In 1978, in a show at Galleria Persano in Turin, Pistoletto defined two main directions his future artwork would take: Division and Multiplication of the Mirror and Art Takes On Religion. In the early eighties he made a series of sculptures in rigid polyurethane, translated into marble for his solo show in 1984 at Forte di Belvedere in Florence. From 1985 to 1989 he created the series of “dark” volumes called Art of Squalor. During the nineties, with Project Art and with the creation in Biella of Cittadellarte - Fondazione Pistoletto and the University of Ideas, he brought art into active relation with diverse spheres of society with the aim of inspiring and producing responsible social change. In 2003 he won the Venice Biennale’s Golden Lion for Lifelong Achievement. In 2004 the University of Turin awarded him a laurea honoris causa in Political Science. On that occasion the artist announced what has become the most recent phase of his work, Third Paradise. In 2007, in Jerusalem, he received the Wolf Foundation Prize in the Arts, “for his constantly inventive career as an artist, educator and activist whose restless intelligence has created prescient forms of art that contribute to fresh understanding of the world.”

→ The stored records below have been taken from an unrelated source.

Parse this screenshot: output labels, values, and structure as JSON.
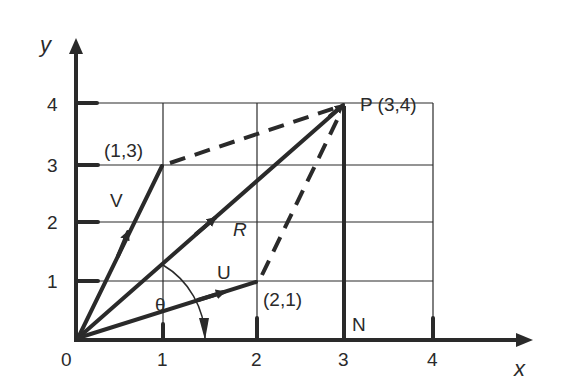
{
  "axes": {
    "x_label": "x",
    "y_label": "y",
    "origin_label": "0",
    "x_ticks": [
      "1",
      "2",
      "3",
      "4"
    ],
    "y_ticks": [
      "1",
      "2",
      "3",
      "4"
    ]
  },
  "points": {
    "p_label": "P (3,4)",
    "v_tip_label": "(1,3)",
    "u_tip_label": "(2,1)",
    "n_label": "N"
  },
  "vectors": {
    "v_label": "V",
    "r_label": "R",
    "u_label": "U",
    "angle_label": "θ"
  },
  "colors": {
    "ink": "#2a2a2a",
    "background": "#ffffff"
  }
}
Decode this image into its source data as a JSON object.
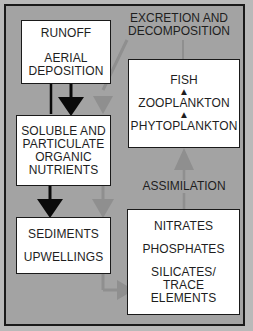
{
  "diagram": {
    "title_label": {
      "line1": "EXCRETION AND",
      "line2": "DECOMPOSITION"
    },
    "assimilation_label": "ASSIMILATION",
    "boxes": {
      "sources": {
        "line1": "RUNOFF",
        "line2": "AERIAL",
        "line3": "DEPOSITION"
      },
      "organic": {
        "line1": "SOLUBLE AND",
        "line2": "PARTICULATE",
        "line3": "ORGANIC",
        "line4": "NUTRIENTS"
      },
      "sediments": {
        "line1": "SEDIMENTS",
        "line2": "UPWELLINGS"
      },
      "food_chain": {
        "top": "FISH",
        "middle": "ZOOPLANKTON",
        "bottom": "PHYTOPLANKTON"
      },
      "inorganic": {
        "line1": "NITRATES",
        "line2": "PHOSPHATES",
        "line3": "SILICATES/",
        "line4": "TRACE",
        "line5": "ELEMENTS"
      }
    },
    "colors": {
      "background": "#a3a3a3",
      "box_fill": "#ffffff",
      "black_arrow": "#0a0a0a",
      "gray_arrow": "#8f8f8f"
    }
  }
}
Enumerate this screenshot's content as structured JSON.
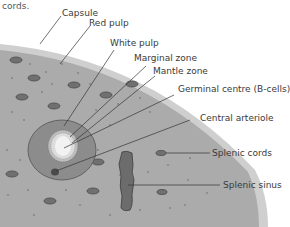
{
  "caption_fragment": "cords.",
  "diagram": {
    "colors": {
      "capsule": "#c8c8c8",
      "red_pulp": "#a9a9a9",
      "white_pulp": "#8a8a8a",
      "marginal_zone": "#b8b8b8",
      "mantle_zone": "#d8d8d8",
      "germinal_centre": "#f0f0f0",
      "arteriole": "#4a4a4a",
      "cords": "#6e6e6e",
      "sinus": "#6a6a6a",
      "leader": "#333333"
    },
    "labels": [
      {
        "id": "capsule",
        "text": "Capsule"
      },
      {
        "id": "red-pulp",
        "text": "Red pulp"
      },
      {
        "id": "white-pulp",
        "text": "White pulp"
      },
      {
        "id": "marginal-zone",
        "text": "Marginal zone"
      },
      {
        "id": "mantle-zone",
        "text": "Mantle zone"
      },
      {
        "id": "germinal-centre",
        "text": "Germinal centre (B-cells)"
      },
      {
        "id": "central-arteriole",
        "text": "Central arteriole"
      },
      {
        "id": "splenic-cords",
        "text": "Splenic cords"
      },
      {
        "id": "splenic-sinus",
        "text": "Splenic sinus"
      }
    ]
  }
}
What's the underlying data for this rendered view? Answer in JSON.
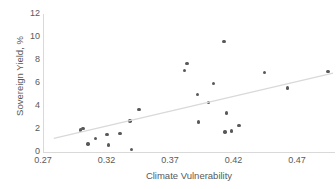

Paolo Virno is an Italian philosopher, semiologist and a figurhead for the Italian Marxist movement. Implicated in belonging to illegal social movements during the 60’s and 70’s, Virno was arrested and jailed in 1979, accused of belonging to the Red Brigades. He spent several years in prison before finally being acquitted, after which he organized the publication Luogo Comune (lit. Cliché in Italian) in order to vocalize the political ideas he developed during his imprisonment. Virno Currently teaches at the University of Rome.